The 0.25 vs 0.4 mg/kg distinction is clinically load-bearing. The stroke-validated tenecteplase dose is 0.25 mg/kg. A higher 0.4 mg/kg dose conferred no additional reperfusion benefit before thrombectomy (EXTEND-IA TNK Part 2) and was associated with worse functional outcomes and higher mortality in moderate-to-severe stroke (NOR-TEST 2 Part A, stopped early for safety).

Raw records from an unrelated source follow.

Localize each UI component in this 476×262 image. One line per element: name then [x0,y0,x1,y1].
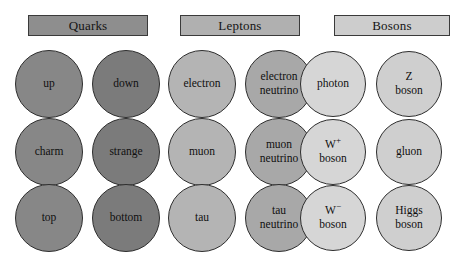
particle-label-line: tau [272,204,286,218]
particle-label-line: electron [183,77,220,91]
particle-electron: electron [168,50,236,118]
particle-label-line: photon [317,77,349,91]
group-header-label: Quarks [69,19,108,32]
particle-label-line: boson [395,84,422,98]
group-header-label: Bosons [372,19,412,32]
particle-label-line: top [42,211,57,225]
particle-label-line: muon [189,145,215,159]
particle-label-line: boson [319,152,346,166]
particle-label-line: muon [266,138,292,152]
particle-strange: strange [92,118,160,186]
particle-label-line: Higgs [395,204,422,218]
particle-w-minus-boson: W−boson [300,185,366,251]
group-header-label: Leptons [218,19,261,32]
particle-label-line: gluon [396,145,422,159]
particle-label-line: W+ [325,138,341,152]
particle-charm: charm [15,118,83,186]
particle-label-line: neutrino [260,218,298,232]
particle-label-line: W− [325,204,341,218]
particle-label-line: up [43,77,55,91]
particle-tau: tau [168,184,236,252]
particle-label-line: down [113,77,139,91]
particle-higgs-boson: Higgsboson [376,185,442,251]
particle-label-line: Z [405,70,412,84]
group-header-quarks: Quarks [28,15,148,36]
particle-muon: muon [168,118,236,186]
particle-label-line: neutrino [260,84,298,98]
particle-z-boson: Zboson [376,51,442,117]
particle-top: top [15,184,83,252]
particle-photon: photon [300,51,366,117]
group-header-leptons: Leptons [180,15,300,36]
particle-down: down [92,50,160,118]
particle-label-line: boson [395,218,422,232]
particle-label-line: charm [35,145,64,159]
particle-bottom: bottom [92,184,160,252]
particle-label-line: neutrino [260,152,298,166]
particle-w-plus-boson: W+boson [300,119,366,185]
particle-label-line: electron [260,70,297,84]
particle-gluon: gluon [376,119,442,185]
particle-chart: QuarksupdowncharmstrangetopbottomLeptons… [0,0,476,262]
particle-label-line: strange [109,145,142,159]
particle-label-line: boson [319,218,346,232]
particle-label-line: bottom [110,211,143,225]
particle-up: up [15,50,83,118]
particle-label-line: tau [195,211,209,225]
group-header-bosons: Bosons [334,15,450,36]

Do not substitute the 0.4 mg/kg dose.

Evidence

Trial, YearDesign (n)TNK dose vs comparatorPrimary outcome
AcT (Menon), 2022Pragmatic, open-label, non-inferiority RCT (n=1,577 ITT)TNK 0.25 mg/kg vs alteplase 0.9 mg/kg, ≤4.5 hmRS 0–1 at 90–120 d: 36.9% vs 34.8% (risk difference +2.1%, 95% CI −2.6 to 6.9; non-inferiority margin −5% met). sICH 3.4% vs 3.2%; 90-d death 15.3% vs 15.4%.
EXTEND-IA TNK (Campbell), 2018RCT, LVO pre-thrombectomy (n=202)TNK 0.25 mg/kg vs alteplase 0.9 mg/kg, ≤4.5 hSubstantial reperfusion at initial angiogram: 22% vs 10% (difference 12 points, 95% CI 2 to 21; P=0.002 non-inferiority, P=0.03 superiority). 90-d mRS median 2 vs 3 (cOR 1.7, 95% CI 1.0–2.8). sICH 1% each.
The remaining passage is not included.